A paperback lies face-down on the nightstand, a hair tie coiled beside it like a forgotten promise. She used to hate clutter - every surface wiped, every item in its place - but there’s a softness here now. A quiet surrender. Maybe she’s finally letting herself unravel.
I open her closet. Her clothes hang in neat rows, colors muted, fabrics light.
I close my eyes and inhale her scent. It’s all her; skin and soap and sweetness.
I bring one of her shirts to my face, breathe deep until it aches in my chest. For a moment, I almost believe I still deserve to feel this.
But I don’t. I’ll never deserve her, no matter how much I want to.
Her bathroom gleams. Labels are all turned forward, not a trace of dust. The kind of order that comes from someone who can’t afford chaos. The mirror is spotless, catching my reflection for half a second, an uninvited ghost. I look away before it looks back.
Her kitchen is clinical, nearly bare. Half a carton of milk. Three eggs. A bottle of cheap wine she probably won’t drink. She’s still trying to fill the quiet with work - hospital hours, midnight shifts, the exhaustion that numbs memory. It’s how she survives.
The stove clock glows 6:48.
She’ll be home in twelve minutes.
I climb into the crawl space, the air thick and humming with the building’s pulse. Below me, the world holds its breath.

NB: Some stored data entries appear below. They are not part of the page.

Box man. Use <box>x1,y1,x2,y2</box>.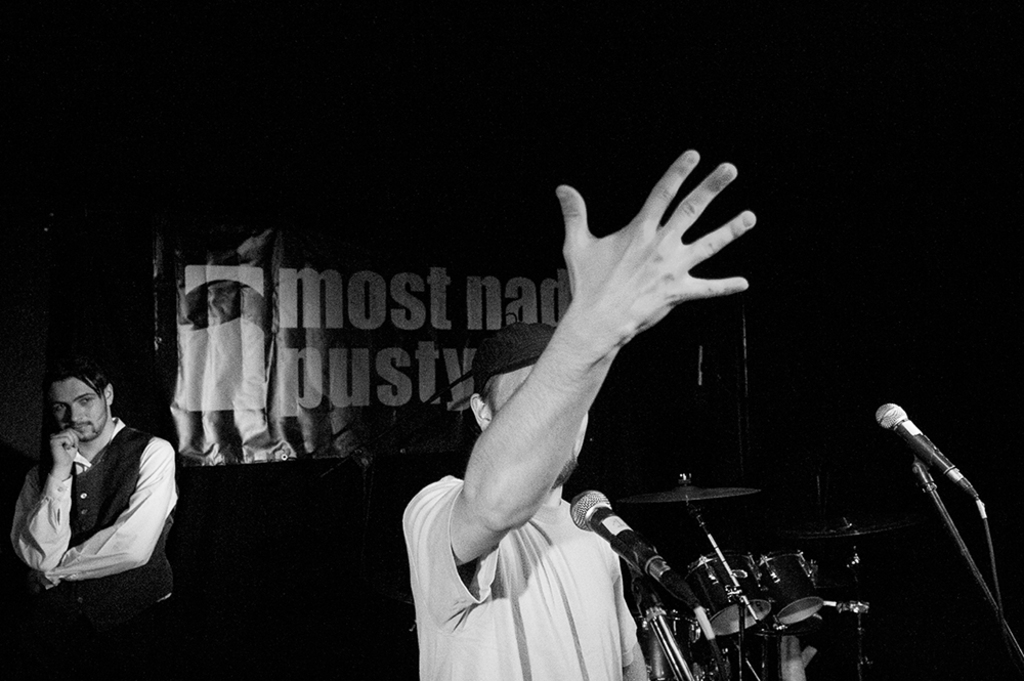
<box>0,347,203,680</box>.
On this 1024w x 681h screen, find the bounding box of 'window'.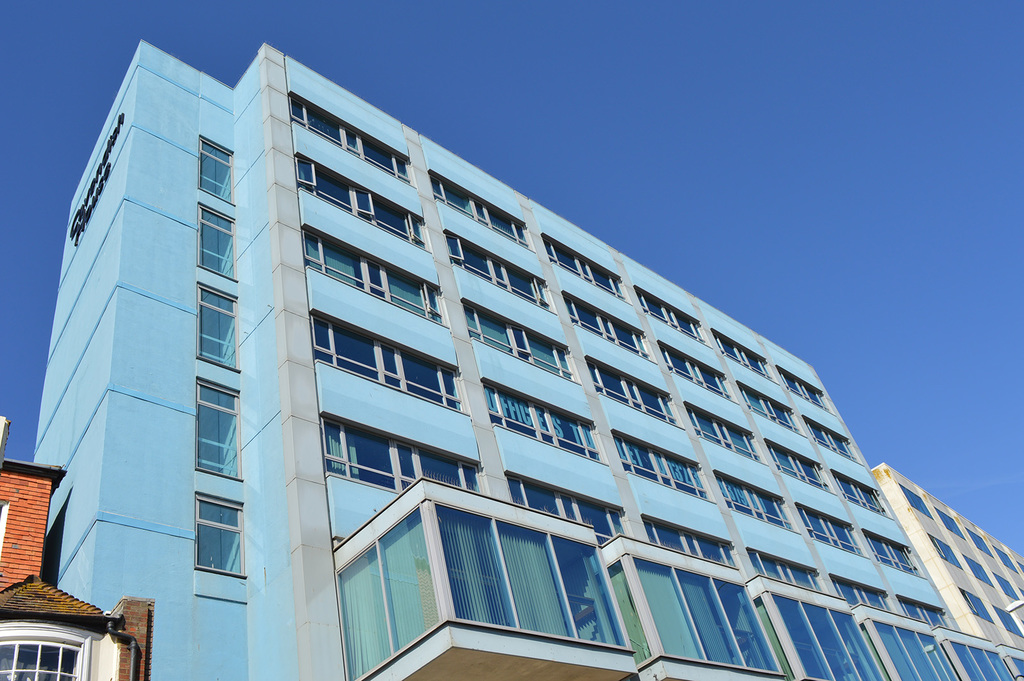
Bounding box: <region>855, 611, 960, 680</region>.
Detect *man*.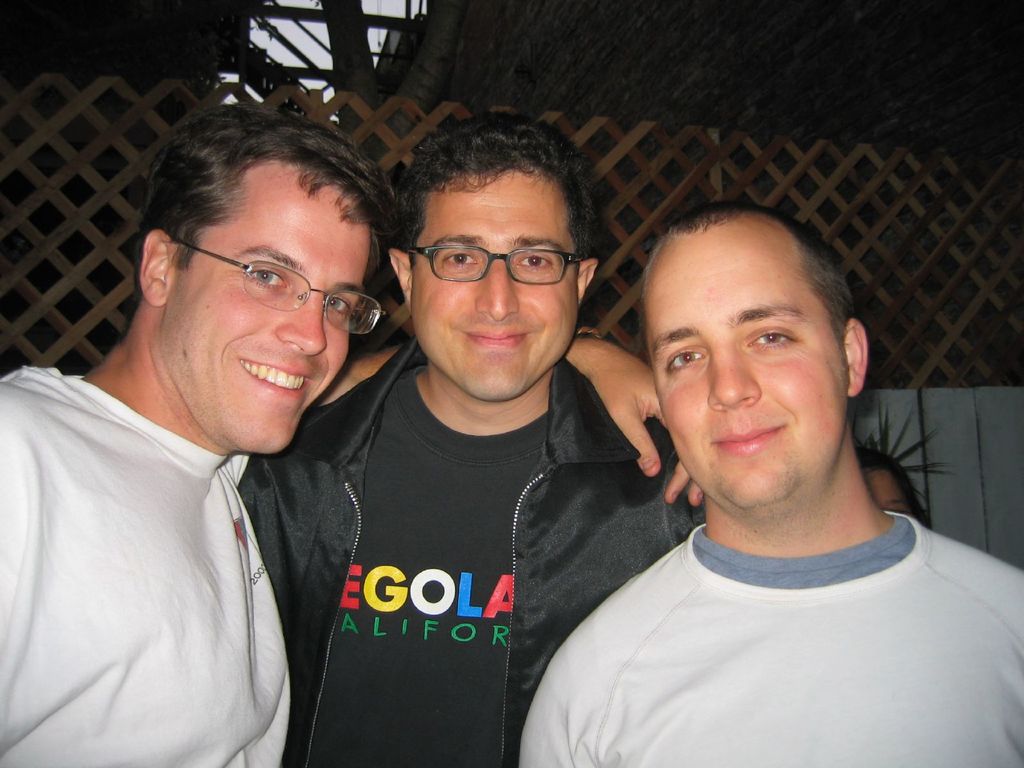
Detected at <region>0, 86, 678, 767</region>.
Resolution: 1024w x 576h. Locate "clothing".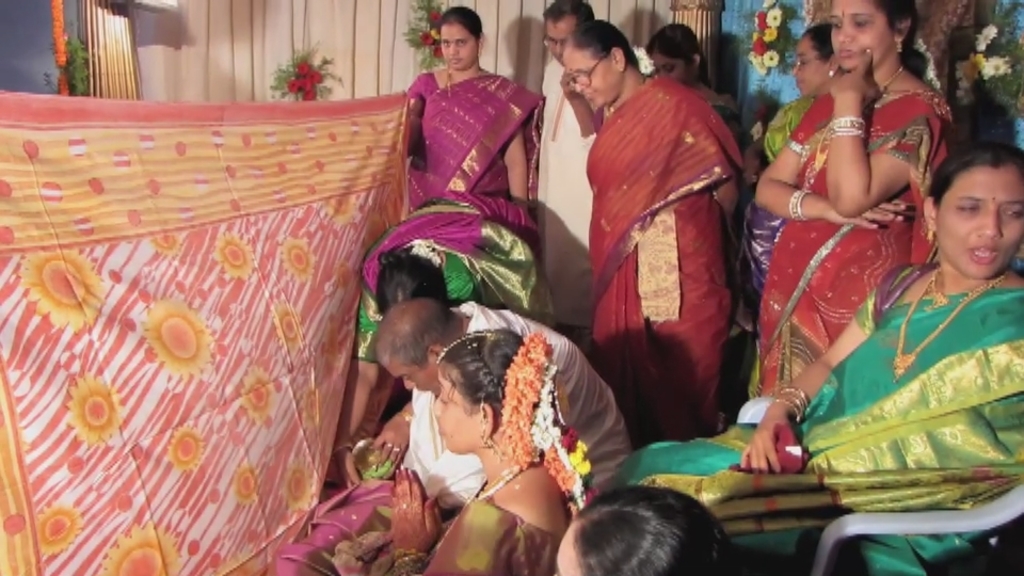
367, 214, 539, 307.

Then there’s the rattle of keys. The soft thud of her bag hitting the table. A sigh, long and frayed at the edges.
“God,” she whispers, and it sounds less like a prayer and more like surrender.
The couch exhales under her weight. I don’t need to look; I know the ritual. The slow unwind. The tilt of her head. The fragile silence before grief fills the room again.
Then her eyes lift toward the vent. For a second, I forget to breathe. We share the same silence, separated by inches of metal and a thousand lies. Then she blinks, and the moment shatters.
Water runs. Steam begins to rise. The air grows heavy, warm.
I can picture her skin flushing under the spray, the way droplets would bead at her collarbone.
The image burns through restraint, through logic.
My fingers twitch. The urge to drop from the vent and go to her - to hold her, touch her, take her - is almost unbearable.
But I stay. Because I know what happens if I don’t.
When I finally move, it’s with precision. The crawl space closes behind me, the apartment left untouched except for the ghost of my breath. The door clicks shut as I vanish into the corridor.
Outside, the city is bruised with dusk. I cross the street and stop, watching her window light flicker to life. She moves past the glass wrapped in a towel - unguarded, human. The sight is agony. Beauty and punishment, all in one.
She drinks water. Heads back to the bedroom. The lamp glows, then fades. Only then do I turn away.
Behind me, her apartment exhales. And I breathe out with it - like I’m leaving a part of myself inside.